#60 = Volume 20, Part 2 = July 1993
David N. Samuelson
Introduction
As long as science fiction has had a
coherent existence, writers and critics have debated its relevance to science. From Jules
Verne and H.G. Wells, through Hugo Gernsback and John W. Campbell, Jr., to Gregory Benford
and J.G. Ballard, SF's "hardness" has been both help and hindrance to popular and
critical appreciation. In the last half-century, the label "hard SF" has been
applied to tales in which scientific theories and technological applications get a
significant share of attention. Both friends and foes of hard SF acknowledge that it bears
some relationship to science, pure or applied, though they do not agree on the worth of
that core. Neither camp claims scientific "hardness" as a guarantee of literary
quality, and some detractors of hard SF derive the label from "hard to read,"
because it is badly written. Some essays from the 1983 Eaton Conference on SF and fantasy,
collected in Hard Science Fiction, approach the controversy from a
post-structuralist position, denying any claims of science to have a unique corner on
truth. SF writers argued for scientific content and accuracy; literature professors
discounted them, seeing "hardness" as mere rhetoric.
Rhetorical features of science do help characterize hard
SF, since it uses scientific findings and theories as measures of reality. Accurate but
unobtrusive science may not define the subgenre, but neither does a rhetoric of hardness
without scientific substance. In the best examples, the two interact positively, demanding
reader sensitivity to both as indicators of quality. Writing and reading hard SF require a
mind set that thrives on "hypotheticals," fantastic assumptions with theoretical
justification in science, a seemingly paradoxical yoking of fantasies to the oxen of
science and technology.
If agreement fails on what constitutes hard SF, confusion
reigns about who writes it. Some Eaton contributors emphasized Stanislaw Lem, C.S. Lewis,
William Morris and the 17th century geologist, Thomas Burnet, none of whom qualify in my
view. Hard SF has never existed in large quantities. Without some technical education, it
is difficult to write, and most scientists do not write fiction. In SF's formative years,
Verne, Wells, Gernsback and E.E. "Doc" Smith at least had technical training. During
the "Golden Age," SF magazines published scientific puzzle stories and tales
invoking the vast universe. Few writers, however, wrote hard SF before the '50s. The major
body of evidence is less than 50 years old, and more people seem to be writing it now than
ever before.
Authors who write hard SF regularly include Poul Anderson,
Greg Bear, Gregory Benford, Arthur C. Clarke, Hal Clement, Robert L. Forward, Larry Niven,
Paul Preuss, Charles Sheffield, and Vernor Vinge. More occasional visitors include Brian
W. Aldiss, Isaac Asimov, Ben Bova, David Brin, John Brunner, Michael Crichton, Gordon R.

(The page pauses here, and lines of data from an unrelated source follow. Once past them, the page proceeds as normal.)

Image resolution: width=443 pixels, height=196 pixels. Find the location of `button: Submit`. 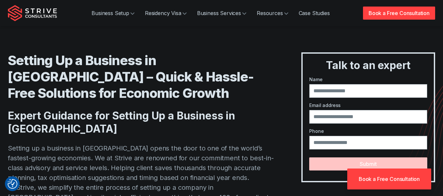

button: Submit is located at coordinates (368, 164).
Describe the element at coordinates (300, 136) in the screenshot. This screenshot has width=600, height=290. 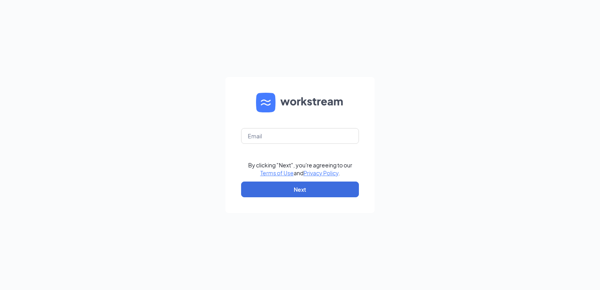
I see `input: Email` at that location.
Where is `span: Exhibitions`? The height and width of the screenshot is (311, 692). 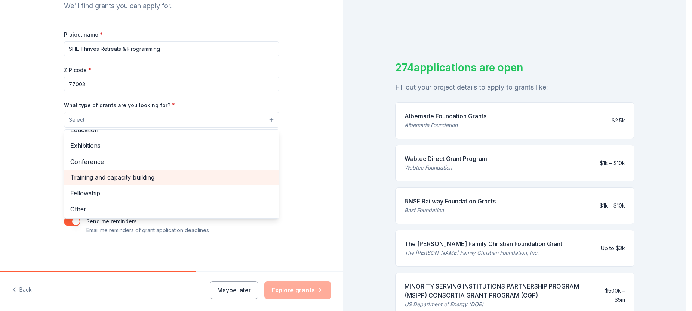 span: Exhibitions is located at coordinates (172, 146).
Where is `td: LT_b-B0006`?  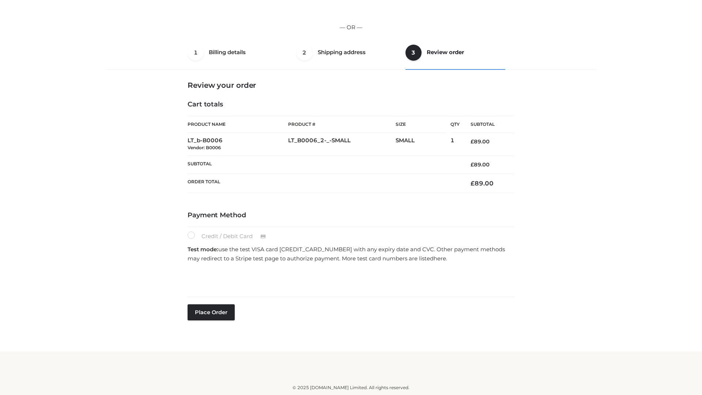 td: LT_b-B0006 is located at coordinates (238, 144).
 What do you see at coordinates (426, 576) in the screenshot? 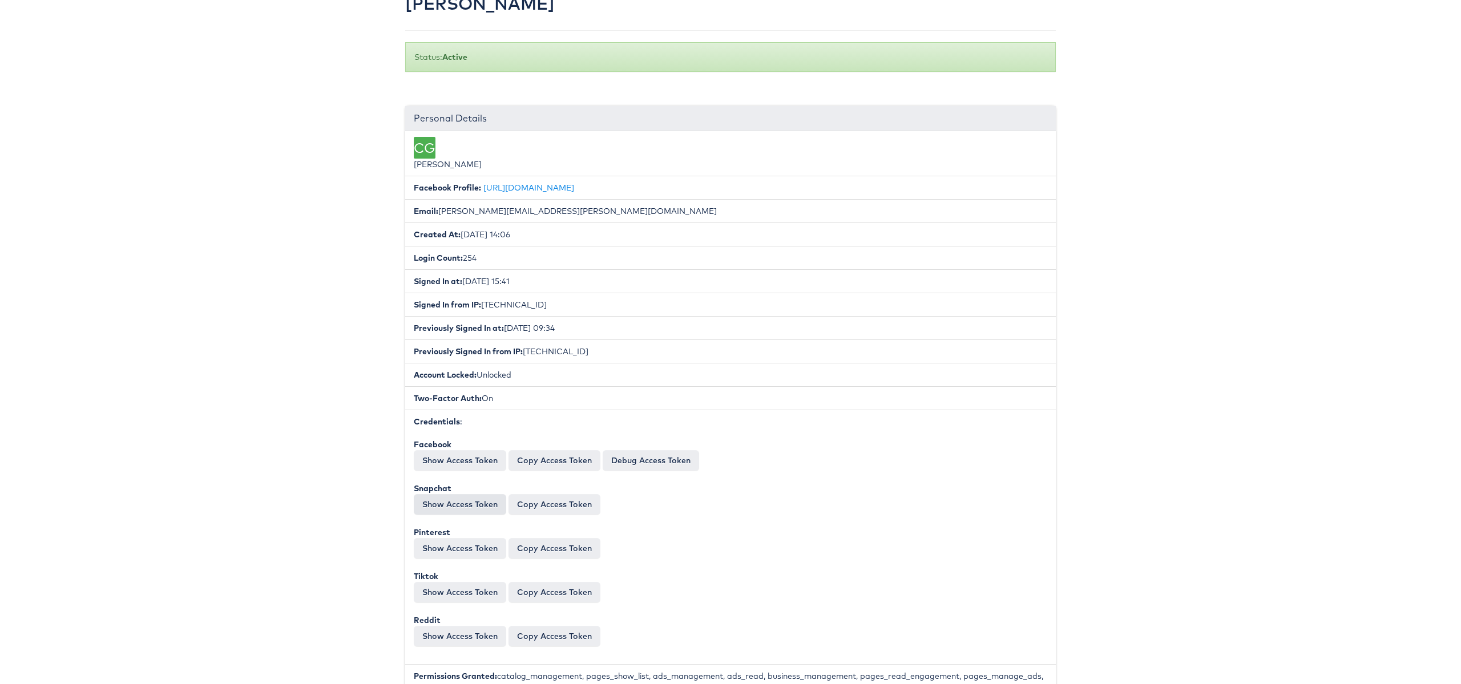
I see `b: Tiktok` at bounding box center [426, 576].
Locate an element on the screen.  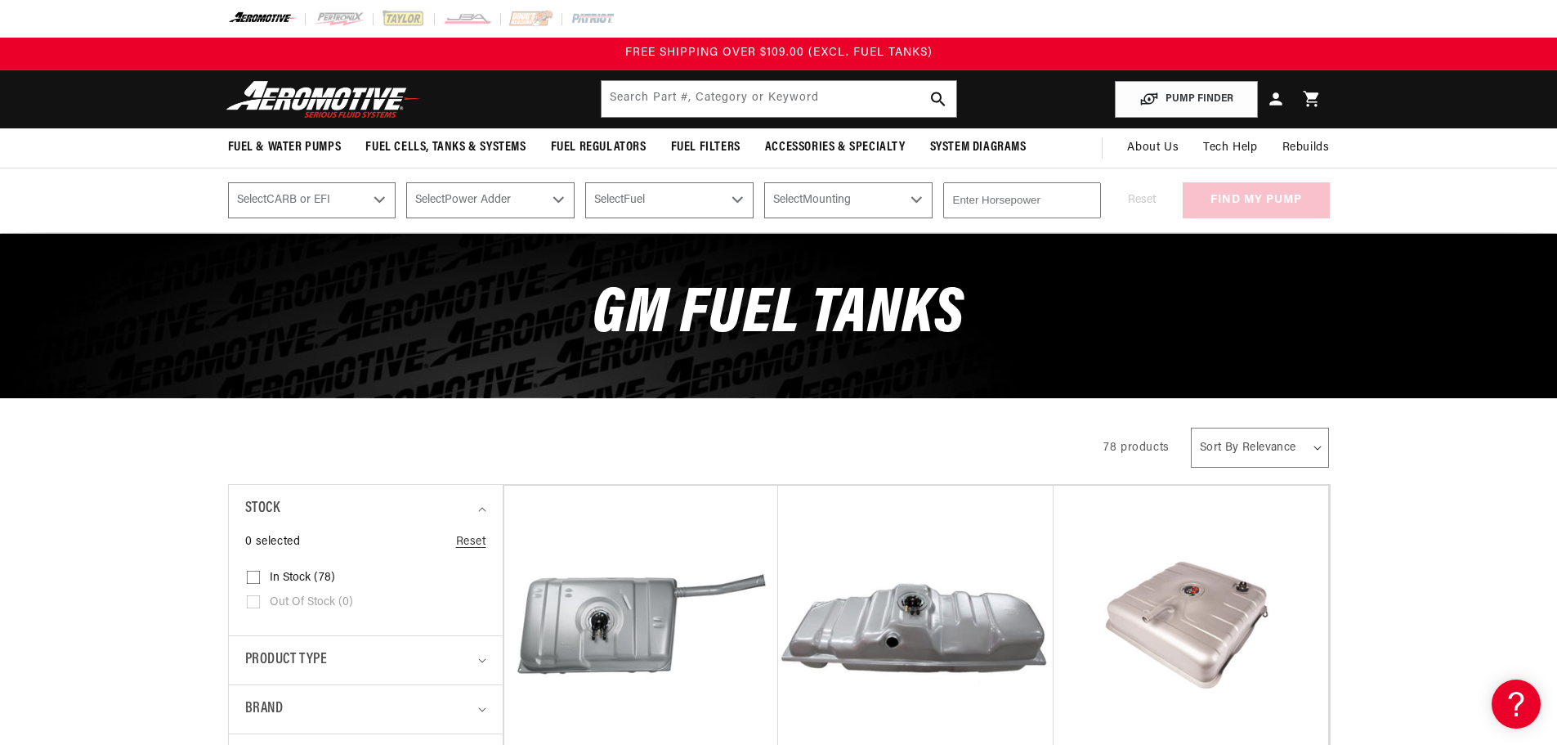
span: Tech Help is located at coordinates (1230, 148).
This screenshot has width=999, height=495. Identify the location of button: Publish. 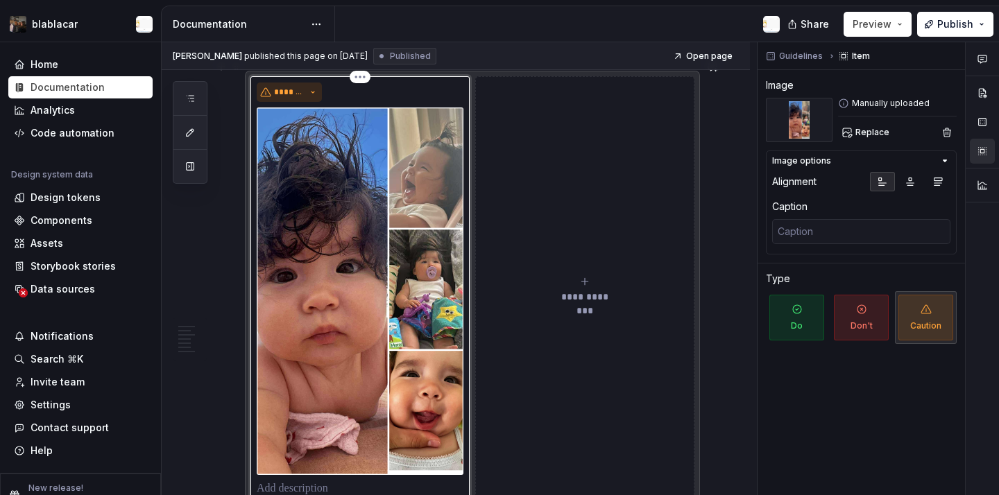
(955, 24).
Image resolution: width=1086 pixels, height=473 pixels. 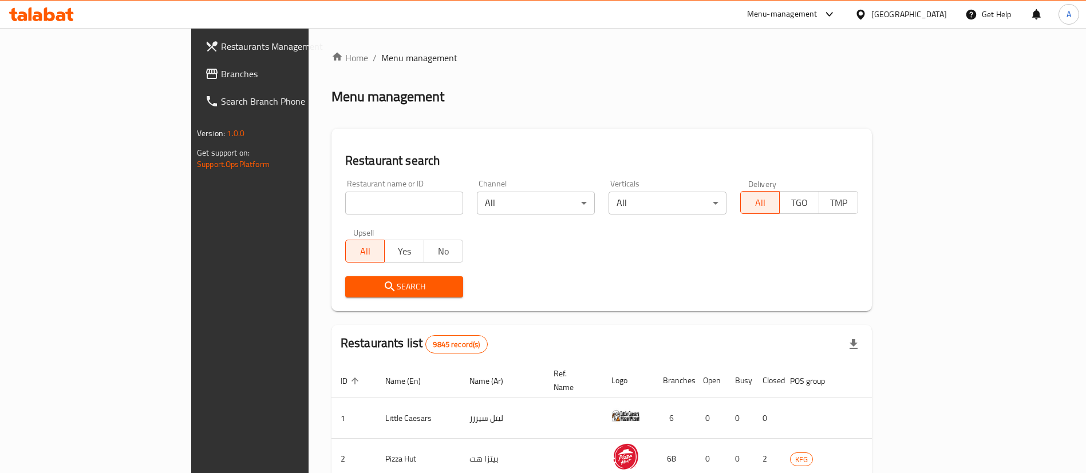 What do you see at coordinates (363, 232) in the screenshot?
I see `label: Upsell` at bounding box center [363, 232].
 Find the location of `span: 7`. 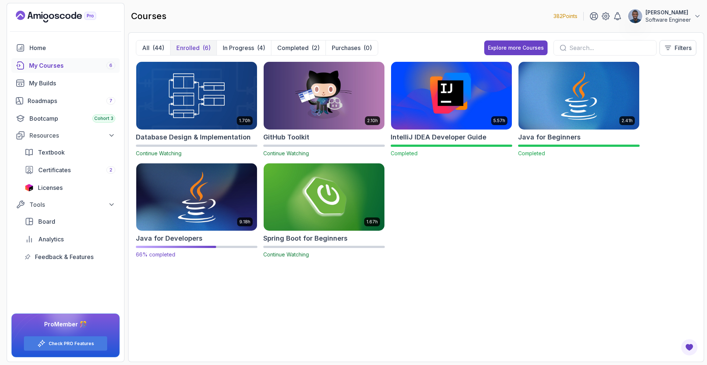

span: 7 is located at coordinates (111, 101).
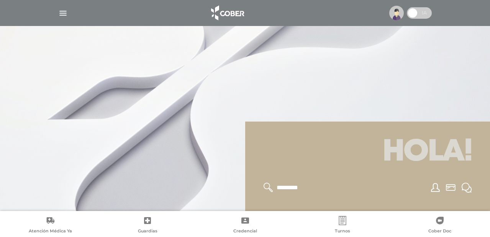 The height and width of the screenshot is (237, 490). I want to click on img: Cober_menu-lines-white.svg, so click(63, 13).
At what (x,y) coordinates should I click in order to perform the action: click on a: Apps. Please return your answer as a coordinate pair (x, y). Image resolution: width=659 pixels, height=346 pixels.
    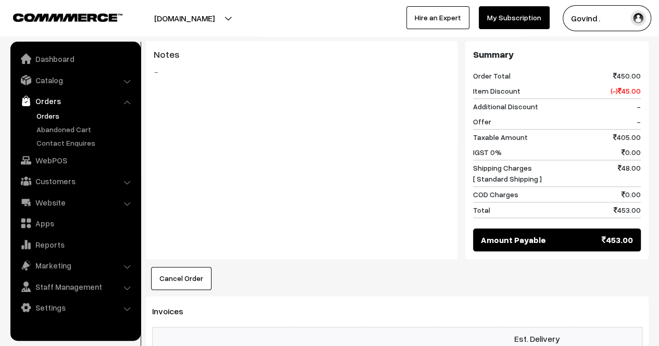
    Looking at the image, I should click on (75, 223).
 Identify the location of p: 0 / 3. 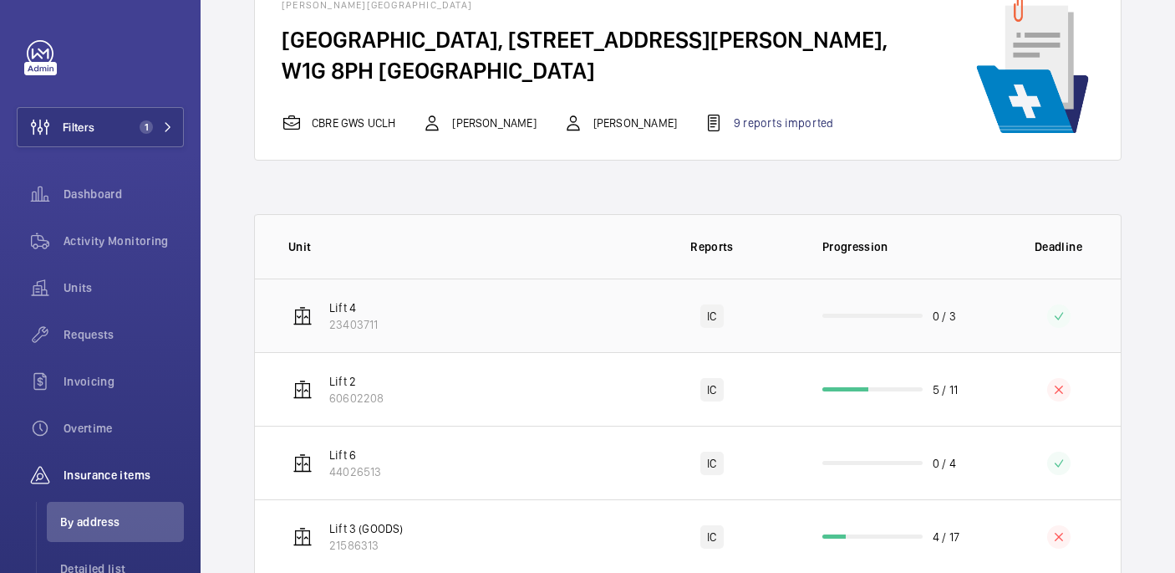
(944, 316).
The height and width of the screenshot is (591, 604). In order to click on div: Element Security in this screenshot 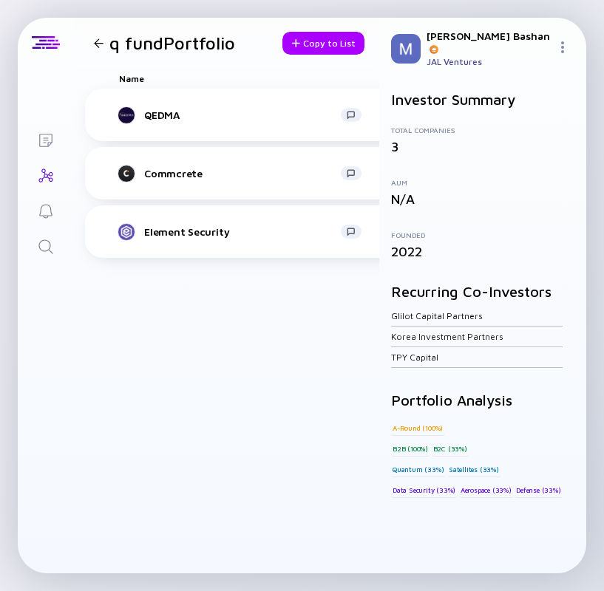, I will do `click(242, 231)`.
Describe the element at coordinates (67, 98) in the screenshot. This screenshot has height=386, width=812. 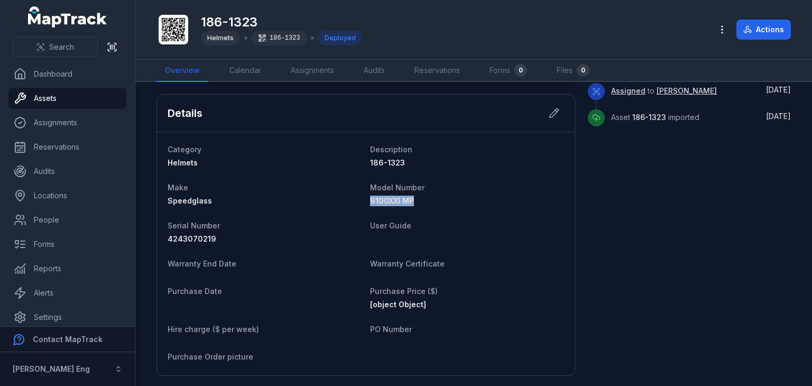
I see `a: Assets` at that location.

Dickson, Harry Harrison, Robert A. Heinlein, Frank Herbert, Fred Hoyle, Frederik Pohl,
Jerry Pournelle, Carl Sagan, and George Zebrowski. Besides the classic and basically
unclassifiable Olaf Stapledon, the essays following propose Stephen Baxter and John
Cramer; other plausible newcomers include Roger McBride Allen, Michael Kube-McDowell,
Michael McCollum, Allen Steele, and John Stith.
Whomever we include or exclude, hard SF is a largely
Anglo-American and masculine production. Stories of nuts-and-bolts technological SF from
the Soviet Union, reported by historians, are largely untranslated; similar American
stories seldom escape the pages of Analog, known to its detractors as "the
magazine with rivets." From Michelangelo to Le Corbusier, Continental Europeans have
embraced large architectural designs, but unearthly engineering projects seem to excite
mainly Americans, flushed perhaps with the successes and failures of our national design
of continually changing social engineering. C.J. Cherryh may be the only woman to find
writing hard SF congenial, but backgrounds in science inform the fiction of Vonda
McIntyre, Pamela Sargent, and Joan Slonczewski. Doris Lessing, author of a half-dozen
intellectual "space fantasies," respects hard SF, though she lacks the technical
education to write it herself.
Hard SF could not have spread without a growing receptive
audience. Required science classes in high school and college, news media reporting, and
simply living with technology have made readers progressively more conversant with issues
involving science. The broadening of SF itself correspondingly increased the number of
readers comprising a potential audience for the hard stuff. Although of varying hardness,
novels by Asimov, Clarke, Crichton, Heinlein, Herbert, and Sagan even became best-sellers,
a measure of popularity undreamed in the Golden Age.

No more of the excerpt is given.